The more I follow this discussion the more I am convinced that speed has to be the goal - we need, effectively, an interim frigate to enter service in the early 2030s alongside the first of the Hunters to replace the Anzacs sooner; stabilising the size of our surface force before we can begin to build it up.
This is where a "tier 2" ship makes sense. It doesn't need to be perfect, it needs to meet our needs, yes, but it mostly needs to be available and soon because we've made a mess of our naval acquisitions.
If an 'interim frigate' of some sort were to be brought into RAN service literally and figuratively alongside the
Hunter-class frigates so that the current
ANZAC-class frigates can be decommissioned sooner, that would most likely trigger a number of issues which would require significant planning to attempt to manage, as well as likely causing a host of issues with sustaining a continuous naval shipbuilding programme. As I see it, there would be at least three or four major problems with getting two classes of frigates (or destroyers, corvettes, even cruisers for that matter...).
The first issue would be where would the crew for the vessels come from? There are currently crews for the eight FFH's currently in commission, which could likely sustain ~eight other similar types of warship, more or less, depending on the crew reqs for the replacing vessels. This might work out to four
Hunter-class frigates and four of the proposed 'interim' frigates, and by then all the RAN
ANZAC-class frigates should be no longer in service. IF the planned drumbeat is maintained for the SEA 5000 build then by ~2035, if two classes could be brought into RAN service at the same time, then the RAN would no longer have personnel to crew new/additional vessels if the eight FFH's are out by 2035. If the RAN were successful in recruiting, training and retaining new & existing personnel, then 2035-ish might start to see the number of personnel grow to where the RAN might be able to think about expanding the size of the fleet, but by rushing replacements into service, they would likely enter service before the RAN would have sufficient numbers of crew to expand the size of the fleet.
Relating to this, and part of the 2nd issue, is the current SEA 5000 programme is to be a build of nine vessels with construction running until ~2044. The fifth
Hunter-class frigate would likely be finished in ~2036, but the vessel would need a crew because there would be an already in-service 'interim' frigate that got the ex FFH crew. This would leave the RAN with the rather unpalatable choice of leaving new FFG's un-crewed, or transfer the crew over from an 'interim' frigate that would likely have been in RAN service for four years or less.
There would be a cascade of decisions which would need to be made. Either keep the 'interim' frigate class in service and scale back the
Hunter-class frigate production and effectively torpedo the naval shipbuilding plan, bring the FFG's into service and retire or place in extended readiness the 'interim' frigates which would be at most only a few years old and wait until the pool of RAN personnel can be grown sufficiently to increase the number of vessels which could be crewed, or some other vessel crewing scheme.
There is also the reality that getting another class of MFU brought into service at about the same time would cost quite a bit of coin and would likely require another yard/facility established for the production of proper warships in Australia. Whilst not an immediate issue, doing so would then cause problems with sustaining naval shipbuilding since it would be likely that Australia could get a nearly a dozen new MFU's built in a significantly shorter period of time, well before the RAN could get enough personnel to actually operate extra vessels. This means Australia would either need to shrink the number of vessels ordered which would also compress the total build times required and therefore cause another shipbuilding 'Valley of Death' or else have Oz yards overbuild the number vessels to keep the yards ticking along whilst new vessels are launched and kept moored without crews.
Yes, over time the size of the RAN could potentially be grown, possibly even enough to support a ~24 MFU navy, but this would require significant planning, funding, effort and gov't will to accomplish, and of course time. A doubling of the number of RAN majors would likely require the number of personnel in RAN service to more than double. Nothing that I do not think could be accomplished, but it would probably be easier for the RAN to get the actual vessels than it would be to build up the numbers of personnel in service.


** Work item **
Your task is to restate the data word for word.

Recorded data:
- - - -

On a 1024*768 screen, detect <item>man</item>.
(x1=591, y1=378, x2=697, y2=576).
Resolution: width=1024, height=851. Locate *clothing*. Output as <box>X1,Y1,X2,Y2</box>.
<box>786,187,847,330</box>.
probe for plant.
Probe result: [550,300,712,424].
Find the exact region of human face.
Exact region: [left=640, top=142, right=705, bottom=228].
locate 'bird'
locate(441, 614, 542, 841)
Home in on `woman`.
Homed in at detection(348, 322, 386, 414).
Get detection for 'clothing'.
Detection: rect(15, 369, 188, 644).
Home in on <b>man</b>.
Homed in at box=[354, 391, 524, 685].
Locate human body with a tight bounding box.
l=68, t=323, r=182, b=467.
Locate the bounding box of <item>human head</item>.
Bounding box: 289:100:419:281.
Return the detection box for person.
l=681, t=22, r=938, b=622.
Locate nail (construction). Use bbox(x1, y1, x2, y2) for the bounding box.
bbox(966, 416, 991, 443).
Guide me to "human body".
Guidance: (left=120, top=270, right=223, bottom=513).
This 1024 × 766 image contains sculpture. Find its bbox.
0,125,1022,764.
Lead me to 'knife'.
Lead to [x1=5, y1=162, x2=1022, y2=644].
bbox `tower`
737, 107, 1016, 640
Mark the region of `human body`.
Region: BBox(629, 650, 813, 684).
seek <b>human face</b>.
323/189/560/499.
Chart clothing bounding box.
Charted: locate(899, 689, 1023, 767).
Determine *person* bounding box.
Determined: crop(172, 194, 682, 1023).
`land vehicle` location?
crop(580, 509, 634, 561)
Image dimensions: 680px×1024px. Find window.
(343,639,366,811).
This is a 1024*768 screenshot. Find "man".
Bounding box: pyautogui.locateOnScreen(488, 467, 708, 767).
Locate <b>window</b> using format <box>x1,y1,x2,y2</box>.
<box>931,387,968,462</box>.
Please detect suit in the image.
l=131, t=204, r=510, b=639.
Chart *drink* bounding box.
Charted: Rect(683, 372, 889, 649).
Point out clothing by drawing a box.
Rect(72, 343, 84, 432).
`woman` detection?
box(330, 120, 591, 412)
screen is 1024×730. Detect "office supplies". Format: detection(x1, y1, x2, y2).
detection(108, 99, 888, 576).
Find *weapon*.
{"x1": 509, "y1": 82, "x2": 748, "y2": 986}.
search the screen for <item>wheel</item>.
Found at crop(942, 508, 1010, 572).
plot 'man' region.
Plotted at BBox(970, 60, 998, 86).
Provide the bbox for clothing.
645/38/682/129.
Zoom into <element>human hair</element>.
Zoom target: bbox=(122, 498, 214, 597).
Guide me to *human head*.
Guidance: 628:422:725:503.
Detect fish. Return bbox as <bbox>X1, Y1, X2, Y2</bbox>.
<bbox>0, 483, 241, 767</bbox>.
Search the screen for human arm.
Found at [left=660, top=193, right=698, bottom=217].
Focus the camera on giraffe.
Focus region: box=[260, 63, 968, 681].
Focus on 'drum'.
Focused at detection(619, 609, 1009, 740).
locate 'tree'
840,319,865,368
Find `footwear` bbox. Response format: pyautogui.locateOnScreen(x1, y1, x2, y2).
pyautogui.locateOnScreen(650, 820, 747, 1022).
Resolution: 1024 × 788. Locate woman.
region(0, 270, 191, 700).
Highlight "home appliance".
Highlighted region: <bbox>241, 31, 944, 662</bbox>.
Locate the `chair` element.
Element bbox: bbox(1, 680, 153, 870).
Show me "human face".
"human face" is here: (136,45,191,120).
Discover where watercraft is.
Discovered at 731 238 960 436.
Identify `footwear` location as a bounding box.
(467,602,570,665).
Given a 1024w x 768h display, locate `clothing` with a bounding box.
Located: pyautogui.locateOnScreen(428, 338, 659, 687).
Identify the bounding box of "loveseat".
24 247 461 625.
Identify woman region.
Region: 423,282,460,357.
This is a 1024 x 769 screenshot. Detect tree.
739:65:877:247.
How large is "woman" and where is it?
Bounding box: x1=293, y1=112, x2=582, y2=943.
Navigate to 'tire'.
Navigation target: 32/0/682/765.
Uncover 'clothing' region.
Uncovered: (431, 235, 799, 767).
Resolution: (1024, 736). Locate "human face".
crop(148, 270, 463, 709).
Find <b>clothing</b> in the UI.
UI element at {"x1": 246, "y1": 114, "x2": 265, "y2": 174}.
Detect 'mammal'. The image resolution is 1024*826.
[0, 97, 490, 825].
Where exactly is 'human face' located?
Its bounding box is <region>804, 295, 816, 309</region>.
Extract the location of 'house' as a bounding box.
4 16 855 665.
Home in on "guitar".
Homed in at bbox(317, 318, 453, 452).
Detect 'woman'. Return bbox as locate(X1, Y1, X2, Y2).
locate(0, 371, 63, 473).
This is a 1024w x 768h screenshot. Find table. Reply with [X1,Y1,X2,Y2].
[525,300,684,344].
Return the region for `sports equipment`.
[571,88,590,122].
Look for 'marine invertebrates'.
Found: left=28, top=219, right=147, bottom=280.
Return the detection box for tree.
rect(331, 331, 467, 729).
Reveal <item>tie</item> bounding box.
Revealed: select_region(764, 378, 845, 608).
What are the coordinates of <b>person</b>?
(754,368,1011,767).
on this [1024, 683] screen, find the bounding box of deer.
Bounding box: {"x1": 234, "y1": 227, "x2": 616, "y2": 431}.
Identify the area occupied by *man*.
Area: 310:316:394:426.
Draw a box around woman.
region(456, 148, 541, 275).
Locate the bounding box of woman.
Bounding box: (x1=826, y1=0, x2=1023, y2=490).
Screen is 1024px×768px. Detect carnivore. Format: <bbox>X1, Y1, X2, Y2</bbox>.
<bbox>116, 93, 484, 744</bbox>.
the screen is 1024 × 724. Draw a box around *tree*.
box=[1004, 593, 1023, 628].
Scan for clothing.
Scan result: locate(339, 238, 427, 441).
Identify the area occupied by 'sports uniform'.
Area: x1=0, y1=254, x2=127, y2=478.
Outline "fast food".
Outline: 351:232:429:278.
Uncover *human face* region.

- - - -

** The completed task **
On a 1024*768 screen, detect <item>man</item>.
(x1=591, y1=378, x2=697, y2=576).
Resolution: width=1024, height=851. Locate *clothing*. Output as <box>X1,Y1,X2,Y2</box>.
<box>786,187,847,330</box>.
probe for plant.
Probe result: [550,300,712,424].
Find the exact region of human face.
Exact region: [left=640, top=142, right=705, bottom=228].
locate 'bird'
locate(441, 614, 542, 841)
Home in on `woman`.
Homed in at detection(348, 322, 386, 414).
Get detection for 'clothing'.
Detection: rect(15, 369, 188, 644).
Home in on <b>man</b>.
Homed in at box=[354, 391, 524, 685].
Locate human body with a tight bounding box.
l=68, t=323, r=182, b=467.
Locate the bounding box of <item>human head</item>.
Bounding box: 289:100:419:281.
Return the detection box for person.
l=681, t=22, r=938, b=622.
Locate nail (construction). Use bbox(x1, y1, x2, y2) for the bounding box.
bbox(966, 416, 991, 443).
Guide me to "human body".
Guidance: (left=120, top=270, right=223, bottom=513).
This 1024 × 766 image contains sculpture. Find its bbox.
0,125,1022,764.
Lead me to 'knife'.
Lead to [x1=5, y1=162, x2=1022, y2=644].
bbox `tower`
737, 107, 1016, 640
Mark the region of `human body`.
Region: BBox(629, 650, 813, 684).
seek <b>human face</b>.
323/189/560/499.
Chart clothing bounding box.
Charted: locate(899, 689, 1023, 767).
Determine *person* bounding box.
Determined: crop(172, 194, 682, 1023).
`land vehicle` location?
crop(580, 509, 634, 561)
Image dimensions: 680px×1024px. Find window.
(343,639,366,811).
This is a 1024*768 screenshot. Find "man".
Bounding box: pyautogui.locateOnScreen(488, 467, 708, 767).
Locate <b>window</b> using format <box>x1,y1,x2,y2</box>.
<box>931,387,968,462</box>.
Please detect suit in the image.
l=131, t=204, r=510, b=639.
Chart *drink* bounding box.
Charted: Rect(683, 372, 889, 649).
Point out clothing by drawing a box.
Rect(72, 343, 84, 432).
`woman` detection?
box(330, 120, 591, 412)
screen is 1024×730. Detect "office supplies". Format: detection(x1, y1, x2, y2).
detection(108, 99, 888, 576).
Find *weapon*.
{"x1": 509, "y1": 82, "x2": 748, "y2": 986}.
search the screen for <item>wheel</item>.
Found at crop(942, 508, 1010, 572).
plot 'man' region.
Plotted at BBox(970, 60, 998, 86).
Provide the bbox for clothing.
645/38/682/129.
Zoom into <element>human hair</element>.
Zoom target: bbox=(122, 498, 214, 597).
Guide me to *human head*.
Guidance: 628:422:725:503.
Detect fish. Return bbox as <bbox>X1, Y1, X2, Y2</bbox>.
<bbox>0, 483, 241, 767</bbox>.
Search the screen for human arm.
Found at [left=660, top=193, right=698, bottom=217].
Focus the camera on giraffe.
Focus region: box=[260, 63, 968, 681].
Focus on 'drum'.
Focused at detection(619, 609, 1009, 740).
locate 'tree'
840,319,865,368
Find `footwear` bbox. Response format: pyautogui.locateOnScreen(x1, y1, x2, y2).
pyautogui.locateOnScreen(650, 820, 747, 1022).
Resolution: 1024 × 788. Locate woman.
region(0, 270, 191, 700).
Highlight "home appliance".
Highlighted region: <bbox>241, 31, 944, 662</bbox>.
Locate the `chair` element.
Element bbox: bbox(1, 680, 153, 870).
Show me "human face".
"human face" is here: (136,45,191,120).
Discover where watercraft is.
Discovered at 731 238 960 436.
Identify `footwear` location as a bounding box.
(467,602,570,665).
Given a 1024w x 768h display, locate `clothing` with a bounding box.
Located: pyautogui.locateOnScreen(428, 338, 659, 687).
Identify the bounding box of "loveseat".
24 247 461 625.
Identify woman region.
Region: 423,282,460,357.
This is a 1024 x 769 screenshot. Detect tree.
739:65:877:247.
How large is "woman" and where is it?
Bounding box: x1=293, y1=112, x2=582, y2=943.
Navigate to 'tire'.
Navigation target: 32/0/682/765.
Uncover 'clothing' region.
Uncovered: (431, 235, 799, 767).
Resolution: (1024, 736). Locate "human face".
crop(148, 270, 463, 709).
Find <b>clothing</b> in the UI.
UI element at {"x1": 246, "y1": 114, "x2": 265, "y2": 174}.
Detect 'mammal'. The image resolution is 1024*826.
[0, 97, 490, 825].
Where exactly is 'human face' located?
Its bounding box is <region>804, 295, 816, 309</region>.
Extract the location of 'house' as a bounding box.
4 16 855 665.
Home in on "guitar".
Homed in at bbox(317, 318, 453, 452).
Detect 'woman'. Return bbox as locate(X1, Y1, X2, Y2).
locate(0, 371, 63, 473).
This is a 1024w x 768h screenshot. Find table. Reply with [X1,Y1,X2,Y2].
[525,300,684,344].
Return the region for `sports equipment`.
[571,88,590,122].
Look for 'marine invertebrates'.
Found: left=28, top=219, right=147, bottom=280.
Return the detection box for tree.
rect(331, 331, 467, 729).
Reveal <item>tie</item> bounding box.
Revealed: select_region(764, 378, 845, 608).
What are the coordinates of <b>person</b>?
(754,368,1011,767).
on this [1024, 683] screen, find the bounding box of deer.
Bounding box: {"x1": 234, "y1": 227, "x2": 616, "y2": 431}.
Identify the area occupied by *man*.
Area: 310:316:394:426.
Draw a box around woman.
region(456, 148, 541, 275).
Locate the bounding box of woman.
Bounding box: (x1=826, y1=0, x2=1023, y2=490).
Screen is 1024px×768px. Detect carnivore. Format: <bbox>X1, Y1, X2, Y2</bbox>.
<bbox>116, 93, 484, 744</bbox>.
the screen is 1024 × 724. Draw a box around *tree*.
box=[1004, 593, 1023, 628].
Scan for clothing.
Scan result: locate(339, 238, 427, 441).
Identify the area occupied by 'sports uniform'.
Area: x1=0, y1=254, x2=127, y2=478.
Outline "fast food".
Outline: 351:232:429:278.
Uncover *human face* region.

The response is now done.